As for this movie, I've heard there is a print of the full cut, but it's not surfaced anywhere I've seen. and was back in the days when that kind of thing was on VHS tapes and passed around by industry types.  Apparently the films original ending featured a showdown between Glaeken and the beast and involved lots of flying around and magical attacks like something out of Dragonball.  These were shot with wire rigs and needed the special effects added in, largely why they were cut.  It's something that was just too expensive for what the studio wanted from what was just supposed to be a cheap horror flick.  It reminds me of how Alien got to be the success it was by Fox letting Scott go nuts with the budget, and this gets left to cult status for the lack of vision the studio had.
Post by garnsr (55 posts) See mini bio
I just watched this a week or two ago.  the first half is fine, but at some point it starts to seem like a BBC show, like old Doctor Who, but without the fact that it's Doctor Who making it watchable.  Not a horrible movie, but you might want to throw back a few before you start watching, and continue drinking as you watch, so you can't tell if it's the alcohol or the movie making it seem so bizarre.
Post by circle (405 posts) See mini bio
Someone contact Michael Mann and ask for a Director's Cut.
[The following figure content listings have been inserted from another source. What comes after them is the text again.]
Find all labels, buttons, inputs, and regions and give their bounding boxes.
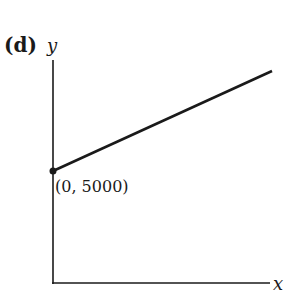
- chart-canvas: (d) y x (0, 5000): [0, 0, 302, 303]
- point-annotation: (0, 5000): [55, 177, 129, 196]
- y-axis-label: y: [46, 35, 58, 56]
- data-point: [50, 168, 57, 175]
- x-axis-label: x: [273, 273, 283, 294]
- panel-label: (d): [4, 33, 37, 57]
- data-line: [53, 71, 272, 171]
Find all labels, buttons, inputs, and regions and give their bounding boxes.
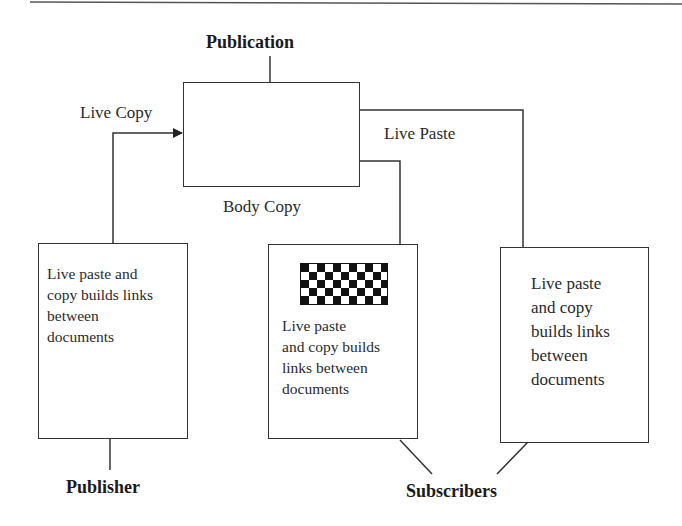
live-paste-label: Live Paste	[384, 124, 455, 143]
subscriber-document-1: Live paste and copy builds links between…	[268, 244, 418, 439]
subscriber-2-text: Live paste and copy builds links between…	[531, 272, 610, 392]
top-rule	[30, 2, 682, 4]
checkerboard-graphic-icon	[300, 263, 388, 305]
publisher-label: Publisher	[66, 478, 140, 497]
publication-title: Publication	[206, 33, 294, 52]
body-copy-label: Body Copy	[223, 197, 301, 216]
publisher-document: Live paste and copy builds links between…	[38, 243, 188, 439]
subscriber-1-text: Live paste and copy builds links between…	[282, 315, 380, 399]
live-copy-label: Live Copy	[80, 103, 152, 122]
subscribers-label: Subscribers	[406, 482, 497, 501]
publisher-text: Live paste and copy builds links between…	[47, 263, 153, 347]
subscriber-document-2: Live paste and copy builds links between…	[500, 247, 649, 443]
publication-box	[183, 82, 360, 187]
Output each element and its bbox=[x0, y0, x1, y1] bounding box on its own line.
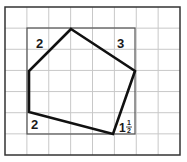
label-bottom-left-triangle: 2 bbox=[31, 117, 38, 132]
grid-lines bbox=[5, 7, 180, 155]
label-top-left-triangle: 2 bbox=[36, 36, 43, 51]
grid-diagram: 2 3 2 1 1 2 bbox=[0, 0, 187, 162]
label-bottom-right-denominator: 2 bbox=[127, 127, 131, 134]
label-bottom-right-whole: 1 bbox=[119, 121, 126, 135]
label-top-right-triangle: 3 bbox=[117, 36, 124, 51]
label-bottom-right-numerator: 1 bbox=[127, 119, 131, 126]
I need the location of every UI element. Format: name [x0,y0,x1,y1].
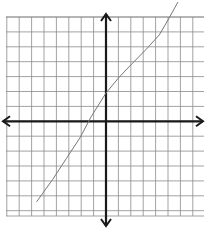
axes [3,14,203,226]
coordinate-plane [0,0,205,231]
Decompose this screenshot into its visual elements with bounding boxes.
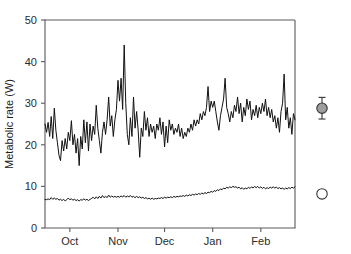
x-tick-label: Feb — [251, 235, 270, 247]
y-tick-label: 30 — [25, 97, 37, 109]
x-tick-label: Jan — [204, 235, 222, 247]
x-tick-label: Dec — [155, 235, 175, 247]
y-axis-ticks: 01020304050 — [25, 14, 45, 234]
y-axis-title: Metabolic rate (W) — [3, 79, 15, 169]
y-tick-label: 0 — [31, 222, 37, 234]
marker-mean-daily-energy-expenditure — [317, 103, 327, 113]
x-tick-label: Nov — [108, 235, 128, 247]
x-tick-label: Oct — [61, 235, 78, 247]
y-tick-label: 10 — [25, 180, 37, 192]
y-tick-label: 40 — [25, 56, 37, 68]
summary-markers — [317, 97, 327, 199]
y-tick-label: 50 — [25, 14, 37, 26]
marker-mean-basal-metabolic-rate — [317, 189, 327, 199]
figure-container: 01020304050 OctNovDecJanFeb Metabolic ra… — [0, 0, 351, 254]
x-axis-ticks: OctNovDecJanFeb — [61, 228, 270, 247]
metabolic-rate-line-chart: 01020304050 OctNovDecJanFeb Metabolic ra… — [0, 0, 351, 254]
y-tick-label: 20 — [25, 139, 37, 151]
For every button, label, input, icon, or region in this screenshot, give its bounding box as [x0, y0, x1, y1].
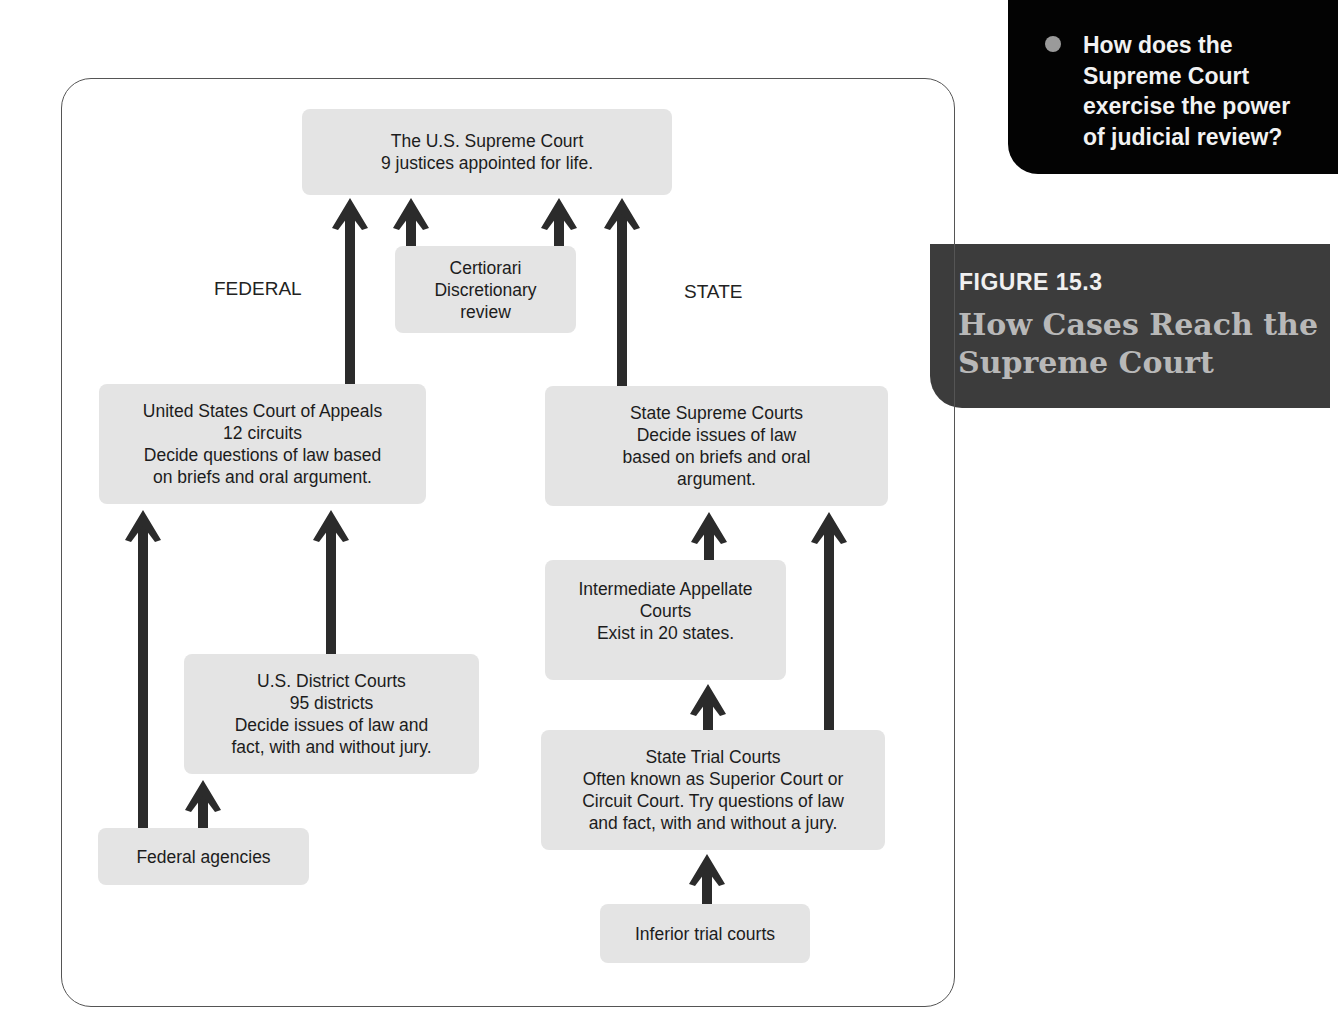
node-court-of-appeals: United States Court of Appeals 12 circui…: [99, 384, 426, 504]
node-certiorari: Certiorari Discretionary review: [395, 246, 576, 333]
node-state-trial: State Trial Courts Often known as Superi…: [541, 730, 885, 850]
node-federal-agencies-text: Federal agencies: [136, 846, 270, 868]
federal-label: FEDERAL: [214, 278, 302, 300]
node-court-of-appeals-text: United States Court of Appeals 12 circui…: [143, 400, 382, 488]
node-state-supreme-text: State Supreme Courts Decide issues of la…: [623, 402, 811, 490]
node-inferior-trial: Inferior trial courts: [600, 904, 810, 963]
node-federal-agencies: Federal agencies: [98, 828, 309, 885]
node-supreme-court-text: The U.S. Supreme Court 9 justices appoin…: [381, 130, 593, 174]
node-district-courts: U.S. District Courts 95 districts Decide…: [184, 654, 479, 774]
node-state-trial-text: State Trial Courts Often known as Superi…: [582, 746, 844, 834]
node-state-supreme: State Supreme Courts Decide issues of la…: [545, 386, 888, 506]
node-intermediate-appellate: Intermediate Appellate Courts Exist in 2…: [545, 560, 786, 680]
node-supreme-court: The U.S. Supreme Court 9 justices appoin…: [302, 109, 672, 195]
node-district-courts-text: U.S. District Courts 95 districts Decide…: [231, 670, 431, 758]
node-inferior-trial-text: Inferior trial courts: [635, 923, 775, 945]
state-label: STATE: [684, 281, 742, 303]
node-intermediate-appellate-text: Intermediate Appellate Courts Exist in 2…: [578, 578, 752, 644]
node-certiorari-text: Certiorari Discretionary review: [434, 257, 536, 323]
You know, just give him a buzz or something.
Post by Mr402 (20 posts) See mini bio

The movie does not even scratch the surface as to how good the book was.  My mom handed the novel to me many years ago when I was around 13.  I read it cover to cover and loved it.   Still I can't say I dislike this movie mainly because it's 80's cheese and I love anything to do with that.   Still if you can find a copy of the book for download or paperback grab it.  You won't be dissapointed. 

Post by myrsnok (40 posts) See mini bio
Hell yeah, I saw a VHS copy of this about 10 years ago! Weird film.

Submissions can take several hours to be approved.